A company specialized in the manhandling of genetics, named ParaGen, created the Partials: biological machines that seem exactly like humans, but are stronger, faster, better-looking, sporting built-in weaponry. These killing machines were once loyal to the US; they fought for their country during the Isolation War, and having won it, were assigned mundane jobs for the good of the community. However, sometime later they rebelled against their government, leading the world into turmoil and leaving dozens of humans dead, and finally releasing the RM virus to finish the job– a virus that killed more than 99% of the world’s population.
Partials takes place 11 years after that fatal day. The small fraction of mankind that is immune to RM has taken refuge on Long Island, but it is hardly the unified nation portrayed in the image to which it desperately clings. Amongst other things going wrong, rebels surround Kira’s community, tension grows inside of it, and attempts to find a cure to RM become more frantic. They become so frantic, in fact, that the government—because what would this novel be without a corrupt government?— has begun to breed the remaining humans like cattle in the fervent hope that a child is born immune.
“Forget love, forget freedom, forget choice, just get knocked up and save the damn world already. ”
~Kira paraphrasing the Hope Act
Oh, and did I not mention that the youngest known human being on the planet is 14 years old? Oops. Humanity’s fast-approaching expiration date must have slipped my mind.
Wow; all of this talk and we haven’t even gotten to my favourite part of Partials yet: the medical commentary. Kira, besides being a total kick-crack heroine, is one smart cookie: she’s in training to become a medic in the maternity ward. You might think that the maternity ward is somewhat, if only slightly, boring—and you might be right. However, you need not fear: when Kira takes the search to find a cure to RM into her own hands, Partials waves all of those pregnant mothers goodbye and slam-dunks its readers into private laboratories, dumbed-down medical jargon , and medical phenomena explained.
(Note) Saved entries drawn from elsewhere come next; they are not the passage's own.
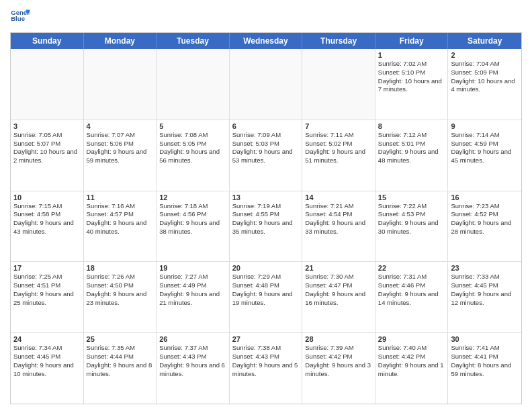  What do you see at coordinates (47, 41) in the screenshot?
I see `header-day-sunday: Sunday` at bounding box center [47, 41].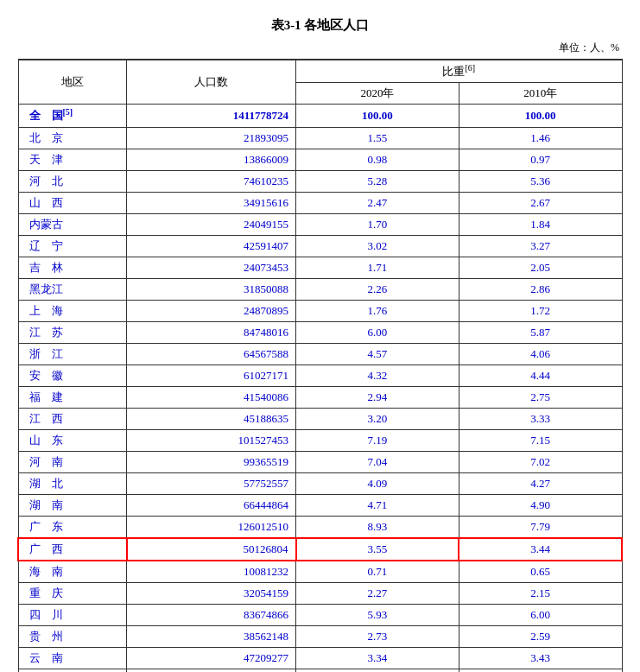 The image size is (640, 672). I want to click on cell-2020: 3.55, so click(378, 549).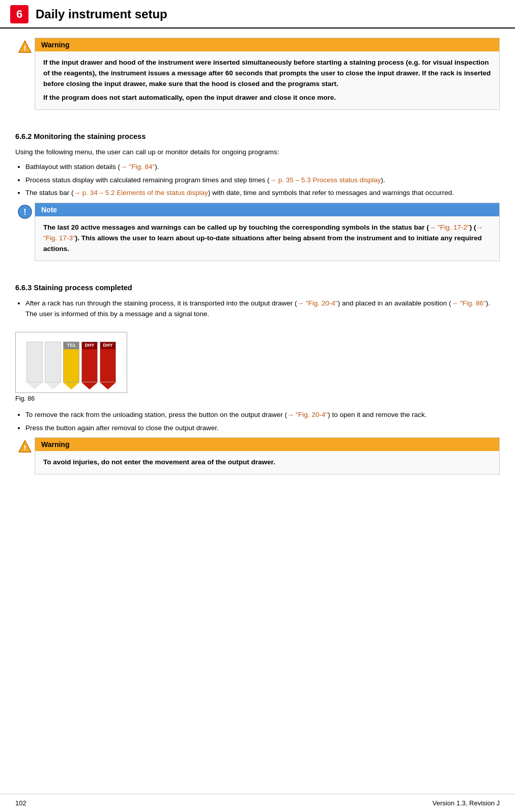 The height and width of the screenshot is (812, 515). I want to click on rack-col-5: DHY, so click(108, 366). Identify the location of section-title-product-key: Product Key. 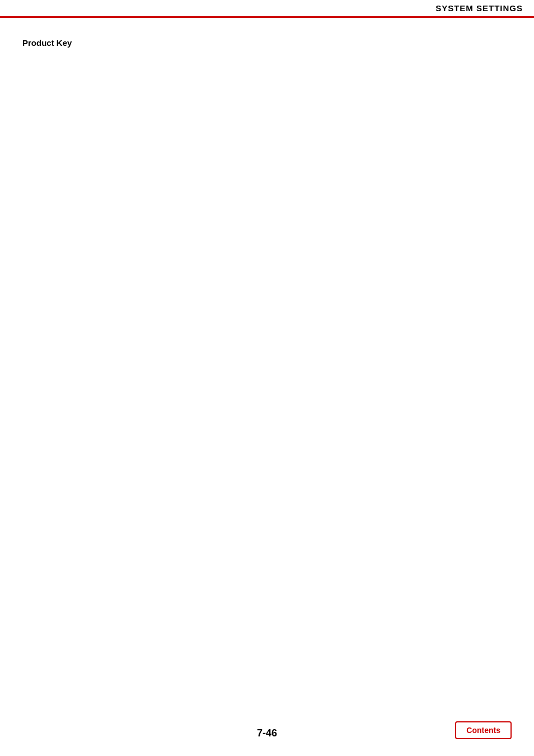
(267, 43).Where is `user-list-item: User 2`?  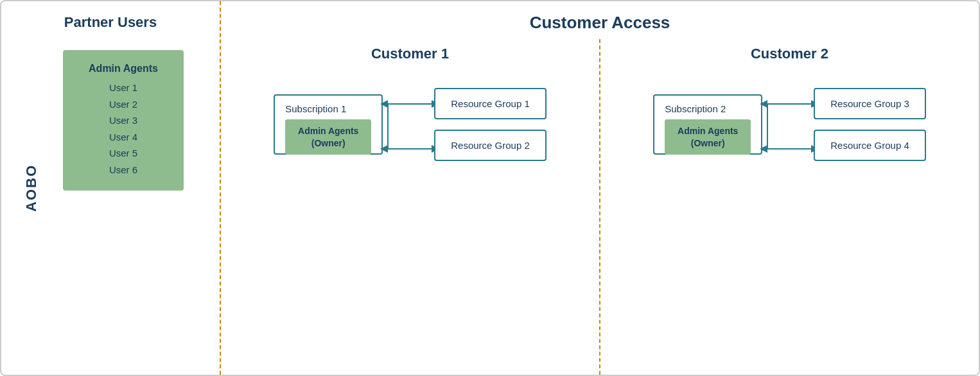
user-list-item: User 2 is located at coordinates (123, 105).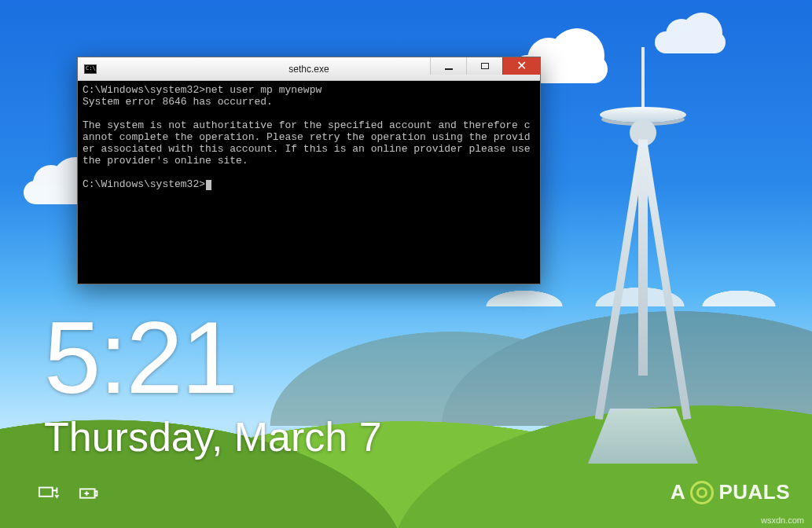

If you are at all familiar with my reading preferences, you’ll know that a novel integrating a plague (taking post-apocalyptic plots to the next level since the 14th century), great medical elements (sci-fi like you’ve never seen it before), and a wildly corrupt and selfish government (also known as the best part of a dystopian!) is not only right up my alley, but the best book I’ve read all summer. Partials is the book for you if you liked Cinder’s Human-Like Cyborg V.S. Unfeeling Monster battle, if you liked Contagion’s dip into the medical domain, or if you appreciate good plots, great characters, and a helluva of a lot of action. 5/5 stars!